Fr. Doke admired Pope Benedict for many years.

“He’s the first pope I’ve seen go full cycle — watching on TV as he came out onto the loggia, getting to meet him, and now he’s off to his eternal reward,” the priest noted.

As a seminarian in Rome, Fr. Doke attended numerous events at which Pope Benedict presided.

At one such event, Fr. Doke entered the massive St. Peter’s Basilica and took a seat near the back of an aisle through which the pope would be passing in procession.

“There were two kids sitting in front of me with their parents,” the priest recalled. “And as he came out over by Michelangelo’s ‘Pieta,’ he sees those kids and walks right over to them. He was standing about three feet from me.”

In 2010, for the 150th anniversary of the Pontifical North American College in Rome, where Fr. Doke was preparing for Priesthood, Pope Benedict gave a private audience to the seminarians and greeted each of them, including Fr. Doke.

For the Mass with Pope Benedict during the 2012 consistory, each of the altar servers presented one of the pope’s vestments to him as he put them on for Mass.

“I carried his alb to him,” Fr. Doke recalled, referring to the white vestment priests wear beneath the more decorative chasuble for Mass.

Fr. Doke had been ordained a transitional deacon by the time Pope Benedict announced in 2013 that he would relinquish the papacy.

As such, Fr. Doke was chosen to be one of the deacons who helped distribute ashes at the pope’s Ash Wednesday Mass in St. Peter’s Basilica.

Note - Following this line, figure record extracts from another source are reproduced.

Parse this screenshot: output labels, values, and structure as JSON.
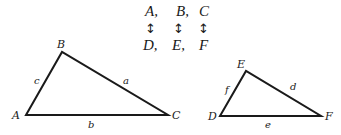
{
  "correspondence": {
    "top_row": [
      "A,",
      "B,",
      "C"
    ],
    "arrows": [
      "↕",
      "↕",
      "↕"
    ],
    "bottom_row": [
      "D,",
      "E,",
      "F"
    ]
  },
  "triangle_abc": {
    "vertices": {
      "A": {
        "label": "A",
        "x": 26,
        "y": 115
      },
      "B": {
        "label": "B",
        "x": 62,
        "y": 52
      },
      "C": {
        "label": "C",
        "x": 168,
        "y": 115
      }
    },
    "sides": {
      "a": {
        "label": "a",
        "between": [
          "B",
          "C"
        ]
      },
      "b": {
        "label": "b",
        "between": [
          "A",
          "C"
        ]
      },
      "c": {
        "label": "c",
        "between": [
          "A",
          "B"
        ]
      }
    }
  },
  "triangle_def": {
    "vertices": {
      "D": {
        "label": "D",
        "x": 220,
        "y": 116
      },
      "E": {
        "label": "E",
        "x": 246,
        "y": 71
      },
      "F": {
        "label": "F",
        "x": 321,
        "y": 116
      }
    },
    "sides": {
      "d": {
        "label": "d",
        "between": [
          "E",
          "F"
        ]
      },
      "e": {
        "label": "e",
        "between": [
          "D",
          "F"
        ]
      },
      "f": {
        "label": "f",
        "between": [
          "D",
          "E"
        ]
      }
    }
  }
}
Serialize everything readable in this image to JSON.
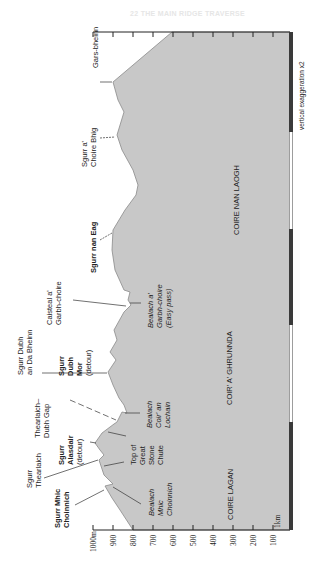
{
  "header": {
    "title": "22 THE MAIN RIDGE TRAVERSE"
  },
  "profile": {
    "fill_color": "#c8c8c8",
    "outline_color": "#8a8a8a",
    "points": "172,32 113,82 118,100 124,112 117,135 122,150 133,170 138,185 136,195 125,210 113,230 112,250 115,270 124,290 130,292 128,300 131,305 124,312 114,330 117,340 110,352 116,360 108,372 113,385 119,398 124,405 127,413 122,412 117,422 114,424 102,433 95,443 100,450 104,455 99,460 104,475 113,484 105,486 112,498 120,510 133,530 290,530 290,32"
  },
  "peaks": [
    {
      "name": "Gars-bheinn",
      "lines": [
        "Gars-bheinn"
      ],
      "style": "normal"
    },
    {
      "name": "Sgurr a' Choire Bhig",
      "lines": [
        "Sgurr a'",
        "Choire Bhig"
      ],
      "style": "normal"
    },
    {
      "name": "Sgurr nan Eag",
      "lines": [
        "Sgurr nan Eag"
      ],
      "style": "bold"
    },
    {
      "name": "Caisteal a' Garbh-choire",
      "lines": [
        "Caisteal a'",
        "Garbh-choire"
      ],
      "style": "normal"
    },
    {
      "name": "Bealach a' Garbh-choire (Easy pass)",
      "lines": [
        "Bealach a'",
        "Garbh-choire",
        "(Easy pass)"
      ],
      "style": "italic"
    },
    {
      "name": "Sgurr Dubh an Da Bheinn",
      "lines": [
        "Sgurr Dubh",
        "an Da Bheinn"
      ],
      "style": "normal"
    },
    {
      "name": "Sgurr Dubh Mor (detour)",
      "lines": [
        "Sgurr",
        "Dubh",
        "Mor",
        "(detour)"
      ],
      "style": "bold-detour"
    },
    {
      "name": "Bealach Coir' an Lochain",
      "lines": [
        "Bealach",
        "Coir' an",
        "Lochain"
      ],
      "style": "italic"
    },
    {
      "name": "Thearlaich-Dubh Gap",
      "lines": [
        "Thearlaich–",
        "Dubh Gap"
      ],
      "style": "normal"
    },
    {
      "name": "Top of Great Stone Chute",
      "lines": [
        "Top of",
        "Great",
        "Stone",
        "Chute"
      ],
      "style": "normal"
    },
    {
      "name": "Sgurr Alasdair (detour)",
      "lines": [
        "Sgurr",
        "Alasdair",
        "(detour)"
      ],
      "style": "bold-detour"
    },
    {
      "name": "Sgurr Thearlaich",
      "lines": [
        "Sgurr",
        "Thearlaich"
      ],
      "style": "normal"
    },
    {
      "name": "Sgurr Mhic Choinnich",
      "lines": [
        "Sgurr Mhic",
        "Choinnich"
      ],
      "style": "bold"
    },
    {
      "name": "Bealach Mhic Choinnich",
      "lines": [
        "Bealach",
        "Mhic",
        "Choinnich"
      ],
      "style": "italic"
    }
  ],
  "coires": [
    "COIRE NAN LAOGH",
    "COIR' A' GHRUNNDA",
    "COIRE LAGAN"
  ],
  "axis": {
    "ticks": [
      "1000m",
      "900",
      "800",
      "700",
      "600",
      "500",
      "400",
      "300",
      "200",
      "100"
    ]
  },
  "scale": {
    "label": "1km",
    "note": "vertical exaggeration x2",
    "dark_color": "#3a3a3a",
    "light_color": "#ffffff"
  }
}
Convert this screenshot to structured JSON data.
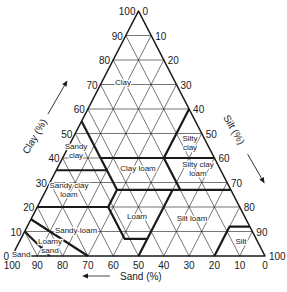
{
  "diagram": {
    "colors": {
      "line": "#1a1a1a",
      "background": "#ffffff"
    },
    "axes": {
      "clay": {
        "label": "Clay (%)",
        "ticks": [
          "0",
          "10",
          "20",
          "30",
          "40",
          "50",
          "60",
          "70",
          "80",
          "90",
          "100"
        ]
      },
      "silt": {
        "label": "Silt (%)",
        "ticks": [
          "0",
          "10",
          "20",
          "30",
          "40",
          "50",
          "60",
          "70",
          "80",
          "90",
          "100"
        ]
      },
      "sand": {
        "label": "Sand (%)",
        "ticks": [
          "100",
          "90",
          "80",
          "70",
          "60",
          "50",
          "40",
          "30",
          "20",
          "10",
          "0"
        ]
      }
    },
    "regions": [
      {
        "name": "Clay",
        "lines": [
          "Clay"
        ],
        "pos": [
          123,
          82
        ]
      },
      {
        "name": "Sandy clay",
        "lines": [
          "Sandy",
          "clay"
        ],
        "pos": [
          76,
          150
        ]
      },
      {
        "name": "Silty clay",
        "lines": [
          "Silty",
          "clay"
        ],
        "pos": [
          190,
          142
        ]
      },
      {
        "name": "Clay loam",
        "lines": [
          "Clay loam"
        ],
        "pos": [
          138,
          168
        ]
      },
      {
        "name": "Silty clay loam",
        "lines": [
          "Silty clay",
          "loam"
        ],
        "pos": [
          198,
          168
        ]
      },
      {
        "name": "Sandy clay loam",
        "lines": [
          "Sandy clay",
          "loam"
        ],
        "pos": [
          69,
          189
        ]
      },
      {
        "name": "Loam",
        "lines": [
          "Loam"
        ],
        "pos": [
          137,
          216
        ]
      },
      {
        "name": "Silt loam",
        "lines": [
          "Silt loam"
        ],
        "pos": [
          192,
          218
        ]
      },
      {
        "name": "Sandy loam",
        "lines": [
          "Sandy loam"
        ],
        "pos": [
          76,
          230
        ]
      },
      {
        "name": "Loamy sand",
        "lines": [
          "Loamy",
          "sand"
        ],
        "pos": [
          50,
          245
        ]
      },
      {
        "name": "Sand",
        "lines": [
          "Sand"
        ],
        "pos": [
          21,
          254
        ]
      },
      {
        "name": "Silt",
        "lines": [
          "Silt"
        ],
        "pos": [
          241,
          241
        ]
      }
    ]
  }
}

“Any Mass that you are assisting with that is celebrated by the Holy Father is always something very special,” Fr. Doke recalled. “But this was also Pope Benedict’s last public Mass, which added that much more emotion.”

A few weeks later, on Feb. 28, 2013, Fr. Doke watched the helicopter depart from the papal residence, as the newly resigned pope emeritus rode off into the sunset.

“Quite literally,” said Fr. Doke. “Papal-style.”

In light of Pope Benedict’s passing, Fr. Doke suggests offering prayers “first in thanksgiving for the life he led and the ability to overcome the obstacles of his early Priesthood and difficulties during World War II, and for the repose of his soul, and for the Church, which he loved very much.”